Thursday, November 10, 2011

AHMADINEJAD SAYS IRAN WILL NOT RETREAT FROM ITS PATH - COMMENT ON IRAN'S POSITION AND NUCLEAR DETERRENCE

POSTED RESPONSE TO A COLUMN IN TORONTO'S GLOBE AND MAIL

"Imagine a country invading the hypothetical countries of Greenland and Alaska and then saying they wanted to attack Canada because it has nuclear capability. What would you expect our leadership to do? Obey the aggressors and accept their demands we lay down on our backs?"

Indeed.

And further, Iran is surrounded by nuclear powers.

Where did the notion come from that only certain countries are entitled to nuclear weapons in perpetuity? Countries who are somehow appointed gods on earth?

Why was Israel ever allowed to develop nuclear weapons, breaking every rule in the book? And why is allowed to keep them, always lying and dissembling but always ready to threaten?

Israel has certainly created enough division and destruction in the world just using its conventional weapons, which, by the way, it has used illegally numberless times, American supplied weapons supposedly being under strict contract for use only in genuine defense?

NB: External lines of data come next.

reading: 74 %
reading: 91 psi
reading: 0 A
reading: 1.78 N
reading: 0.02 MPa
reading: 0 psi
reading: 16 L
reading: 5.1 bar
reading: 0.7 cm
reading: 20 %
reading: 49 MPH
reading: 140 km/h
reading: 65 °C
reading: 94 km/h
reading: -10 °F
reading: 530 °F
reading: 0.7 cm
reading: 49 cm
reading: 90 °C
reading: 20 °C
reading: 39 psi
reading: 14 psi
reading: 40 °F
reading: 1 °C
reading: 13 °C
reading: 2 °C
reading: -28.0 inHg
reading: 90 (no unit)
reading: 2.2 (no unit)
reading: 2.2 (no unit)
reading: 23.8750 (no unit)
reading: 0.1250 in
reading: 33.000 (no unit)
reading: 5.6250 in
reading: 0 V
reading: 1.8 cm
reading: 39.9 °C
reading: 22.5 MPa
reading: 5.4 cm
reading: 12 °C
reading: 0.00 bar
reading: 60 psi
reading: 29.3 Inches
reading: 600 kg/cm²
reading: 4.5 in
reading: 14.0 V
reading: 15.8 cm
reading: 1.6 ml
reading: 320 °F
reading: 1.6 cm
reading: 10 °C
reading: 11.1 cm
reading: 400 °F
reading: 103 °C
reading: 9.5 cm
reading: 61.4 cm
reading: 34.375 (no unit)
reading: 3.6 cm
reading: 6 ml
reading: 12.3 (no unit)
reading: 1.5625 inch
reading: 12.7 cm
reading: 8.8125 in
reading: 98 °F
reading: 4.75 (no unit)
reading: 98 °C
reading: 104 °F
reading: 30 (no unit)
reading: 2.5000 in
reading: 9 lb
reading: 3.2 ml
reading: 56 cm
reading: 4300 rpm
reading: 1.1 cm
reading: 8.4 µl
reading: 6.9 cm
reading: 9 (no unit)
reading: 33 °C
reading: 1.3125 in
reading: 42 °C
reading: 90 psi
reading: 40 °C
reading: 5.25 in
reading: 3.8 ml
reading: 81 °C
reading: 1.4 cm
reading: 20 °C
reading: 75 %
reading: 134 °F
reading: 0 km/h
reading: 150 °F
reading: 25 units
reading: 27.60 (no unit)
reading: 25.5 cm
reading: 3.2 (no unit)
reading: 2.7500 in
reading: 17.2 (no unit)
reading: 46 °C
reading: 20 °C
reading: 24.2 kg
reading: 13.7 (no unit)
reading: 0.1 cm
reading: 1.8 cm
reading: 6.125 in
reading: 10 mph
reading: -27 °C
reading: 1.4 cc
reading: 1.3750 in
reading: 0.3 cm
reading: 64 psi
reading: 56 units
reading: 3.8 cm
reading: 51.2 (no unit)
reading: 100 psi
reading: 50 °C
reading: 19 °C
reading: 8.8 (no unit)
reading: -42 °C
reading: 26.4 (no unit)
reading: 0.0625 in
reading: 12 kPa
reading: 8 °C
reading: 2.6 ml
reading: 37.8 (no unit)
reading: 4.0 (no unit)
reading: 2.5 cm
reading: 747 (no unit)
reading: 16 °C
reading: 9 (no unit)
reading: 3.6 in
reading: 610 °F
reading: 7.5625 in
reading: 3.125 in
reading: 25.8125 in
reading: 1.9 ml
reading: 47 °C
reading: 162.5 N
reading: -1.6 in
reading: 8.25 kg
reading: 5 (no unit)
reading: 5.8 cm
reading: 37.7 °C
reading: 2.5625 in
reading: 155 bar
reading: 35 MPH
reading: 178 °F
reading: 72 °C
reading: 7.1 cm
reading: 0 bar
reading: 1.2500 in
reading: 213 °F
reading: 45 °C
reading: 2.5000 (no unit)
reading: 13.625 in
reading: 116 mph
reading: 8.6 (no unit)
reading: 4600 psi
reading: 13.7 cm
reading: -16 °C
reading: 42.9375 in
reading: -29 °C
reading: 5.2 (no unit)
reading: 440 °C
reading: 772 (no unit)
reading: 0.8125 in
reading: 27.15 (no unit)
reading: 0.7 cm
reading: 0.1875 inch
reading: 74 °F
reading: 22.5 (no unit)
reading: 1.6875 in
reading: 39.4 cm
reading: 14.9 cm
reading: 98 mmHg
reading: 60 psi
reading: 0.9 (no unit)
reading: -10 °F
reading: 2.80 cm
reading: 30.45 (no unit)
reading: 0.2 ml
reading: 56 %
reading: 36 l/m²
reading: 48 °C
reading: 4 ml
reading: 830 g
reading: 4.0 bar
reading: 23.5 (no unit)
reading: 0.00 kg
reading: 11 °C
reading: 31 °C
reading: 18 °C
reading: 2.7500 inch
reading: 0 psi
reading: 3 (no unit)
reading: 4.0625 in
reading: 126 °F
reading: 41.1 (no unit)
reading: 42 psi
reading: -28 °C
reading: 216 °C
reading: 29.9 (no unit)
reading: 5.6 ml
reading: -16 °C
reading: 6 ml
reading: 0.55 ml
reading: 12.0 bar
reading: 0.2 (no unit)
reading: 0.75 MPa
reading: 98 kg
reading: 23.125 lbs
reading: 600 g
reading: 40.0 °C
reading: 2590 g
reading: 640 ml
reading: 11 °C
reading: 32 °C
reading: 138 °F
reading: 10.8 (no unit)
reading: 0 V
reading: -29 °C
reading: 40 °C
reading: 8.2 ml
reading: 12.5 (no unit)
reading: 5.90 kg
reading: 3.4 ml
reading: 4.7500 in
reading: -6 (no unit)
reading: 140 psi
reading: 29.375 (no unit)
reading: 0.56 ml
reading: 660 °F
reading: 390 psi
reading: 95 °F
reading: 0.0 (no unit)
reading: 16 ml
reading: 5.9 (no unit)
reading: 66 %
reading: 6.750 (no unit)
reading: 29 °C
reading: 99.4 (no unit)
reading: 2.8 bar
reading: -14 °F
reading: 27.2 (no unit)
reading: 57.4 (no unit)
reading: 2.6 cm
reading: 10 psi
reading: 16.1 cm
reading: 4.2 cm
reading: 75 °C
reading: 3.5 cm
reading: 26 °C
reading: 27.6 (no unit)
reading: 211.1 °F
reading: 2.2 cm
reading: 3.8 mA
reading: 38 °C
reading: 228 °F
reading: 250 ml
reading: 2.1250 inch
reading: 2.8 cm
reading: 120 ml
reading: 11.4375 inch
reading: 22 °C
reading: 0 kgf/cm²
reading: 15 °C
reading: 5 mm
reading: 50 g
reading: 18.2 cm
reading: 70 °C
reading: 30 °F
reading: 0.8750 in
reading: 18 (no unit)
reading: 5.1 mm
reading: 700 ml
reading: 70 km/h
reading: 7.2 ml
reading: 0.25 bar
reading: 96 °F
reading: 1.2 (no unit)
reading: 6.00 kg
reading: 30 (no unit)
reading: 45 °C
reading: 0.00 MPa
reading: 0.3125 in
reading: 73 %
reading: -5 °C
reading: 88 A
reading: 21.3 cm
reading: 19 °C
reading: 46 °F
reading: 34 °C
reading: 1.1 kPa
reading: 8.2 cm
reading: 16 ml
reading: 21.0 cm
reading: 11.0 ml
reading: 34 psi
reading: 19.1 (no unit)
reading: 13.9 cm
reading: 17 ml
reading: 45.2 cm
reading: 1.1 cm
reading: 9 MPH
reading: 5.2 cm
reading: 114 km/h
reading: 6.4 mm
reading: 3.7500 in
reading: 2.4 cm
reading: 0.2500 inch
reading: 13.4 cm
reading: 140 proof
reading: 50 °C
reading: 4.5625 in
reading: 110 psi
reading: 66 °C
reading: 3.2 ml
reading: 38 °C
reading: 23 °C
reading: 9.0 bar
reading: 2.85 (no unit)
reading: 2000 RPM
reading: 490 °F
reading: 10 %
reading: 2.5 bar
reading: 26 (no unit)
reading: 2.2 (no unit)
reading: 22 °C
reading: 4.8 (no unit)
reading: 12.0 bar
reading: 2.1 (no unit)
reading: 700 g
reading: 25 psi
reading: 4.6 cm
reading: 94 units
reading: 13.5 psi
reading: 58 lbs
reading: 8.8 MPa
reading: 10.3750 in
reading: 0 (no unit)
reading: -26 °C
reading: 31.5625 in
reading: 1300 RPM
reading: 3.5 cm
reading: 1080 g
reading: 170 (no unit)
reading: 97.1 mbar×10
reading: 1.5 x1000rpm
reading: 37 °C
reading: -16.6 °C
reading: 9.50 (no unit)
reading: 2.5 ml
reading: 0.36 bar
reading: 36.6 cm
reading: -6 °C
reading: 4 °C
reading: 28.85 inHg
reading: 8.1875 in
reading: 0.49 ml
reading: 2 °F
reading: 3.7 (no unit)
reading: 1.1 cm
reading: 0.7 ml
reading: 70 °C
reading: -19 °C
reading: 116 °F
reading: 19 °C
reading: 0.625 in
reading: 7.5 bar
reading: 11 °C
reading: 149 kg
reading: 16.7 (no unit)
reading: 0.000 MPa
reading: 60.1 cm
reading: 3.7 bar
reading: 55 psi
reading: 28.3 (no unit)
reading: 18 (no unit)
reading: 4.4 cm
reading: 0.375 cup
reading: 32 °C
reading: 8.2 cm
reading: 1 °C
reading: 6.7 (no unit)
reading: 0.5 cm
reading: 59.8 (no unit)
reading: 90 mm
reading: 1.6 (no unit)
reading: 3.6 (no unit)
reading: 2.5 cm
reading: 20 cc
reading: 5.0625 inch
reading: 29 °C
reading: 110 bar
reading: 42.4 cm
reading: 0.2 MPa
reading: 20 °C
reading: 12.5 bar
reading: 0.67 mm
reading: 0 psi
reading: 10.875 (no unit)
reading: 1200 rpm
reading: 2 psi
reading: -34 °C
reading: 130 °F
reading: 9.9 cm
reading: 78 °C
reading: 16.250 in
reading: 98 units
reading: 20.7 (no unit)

Israel's record in the matter of nuclear arms is ghastly: it cynically helped apartheid South Africa develop nuclear weapons in exchange for strategic materials, offering the worst example of proliferation in the nuclear age.
I'm sure the various governments of the world all knew about it. Only the people were kept in the dark.

Further, Iran has never started a war in its modern history, unlike Israel who has attacked just about everyone within reach, twice-over, and screams every day about the need to attack Iran.

So far as any thoughtful and informed person can tell, Iran is not developing nuclear weapons, but if indeed it is, so what?

The balance of terror kept the peace in Europe for half a century, and an Iran with such weapons would provide exactly the same needed balance against an aggressive and always-demanding Israel.

Perhaps that is the only route to peace, not Israel's bizarre idea of peace, but genuine peace.